Mists of morning...

For a time I lived by water, swayed by its moods, conversing with its murmurings, lulled to sleep by its waves. My conscious and unconscious evolution was a reason to land there and linger for some years before circumstance effected change. Though rustic and primitive, my cabin and its windows on the water had much to teach; I took each lesson to heart and the result was transformation.

Friday, February 11, 2011

Invasion

Starlings arrived today, targeting my feeders with precision as they launched their invasion.

I almost made it to the end of winter without them, though in recent days, I've spotted them in near-spring migration, hundreds upon hundreds of them blacking the sky as they soar in a northerly direction, stretching from horizon to horizon.

Throughout the winter I nurtured the presence of my song birds, the fiery red cardinal, the unique etching of a chickadee's feathers, the stark geometry of the red-headed woodpecker. Each has its own language, its own song, its own brand of morning and evening chatter. The starlings, though, are noise. Discordant, squawking noise.
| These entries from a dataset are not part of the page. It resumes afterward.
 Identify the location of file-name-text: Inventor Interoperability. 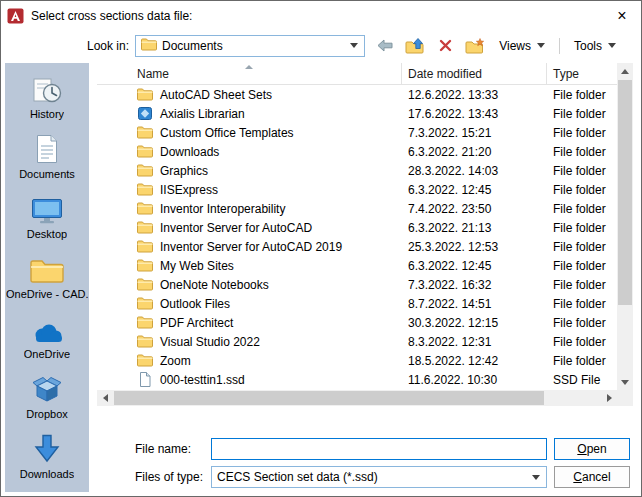
(222, 209).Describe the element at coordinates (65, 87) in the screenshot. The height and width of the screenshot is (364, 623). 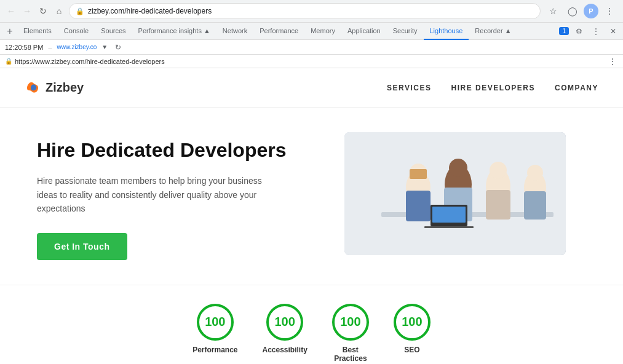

Apart from their distinctive racket, they have an extraordinary ability to arrive by the hundreds and clean out a feeder in half an hour. I had to shut the kitchen down, at least for a while.


My "regulars" are quite skilled at picking my feeders clean in a day; I am used to that pace.
But a half-hour? I am also used to these regulars disappearing when the local hawks light on the trees beside the feeder. After all, no self-respecting songbird wants to be brunch. The arrival of the starlings came quickly; hopefully their departure will follow with similar haste, though our extreme cold weather and back to back snows will undoubtedly draw them to both the shelter of my feeding area and the black sunflower seeds it contains.

In truth, though, as I watched the free-for-all that erupted between the locals and the starlings, I became amused by just how territorial my faithful friends were. The cardinals fluttered wings to knock off the starlings, the finches, sparrows and chickadees ran interference. Hard yellow beaks pecked at dark black ones, challenging seed for seed. The faithful asserted their dominance, and the starlings' presence was short-lived, at least for today.

I know it will be a few weeks before the competition settles back to a semblance of normal, and I await the arrival of my other spring birds, including the bluebirds my little house has attracted. By then, the starlings will have move on to freshly tilled fields replete with seed corn and soybeans. Once again, I will have music -- and nothing but music -- at my feeders.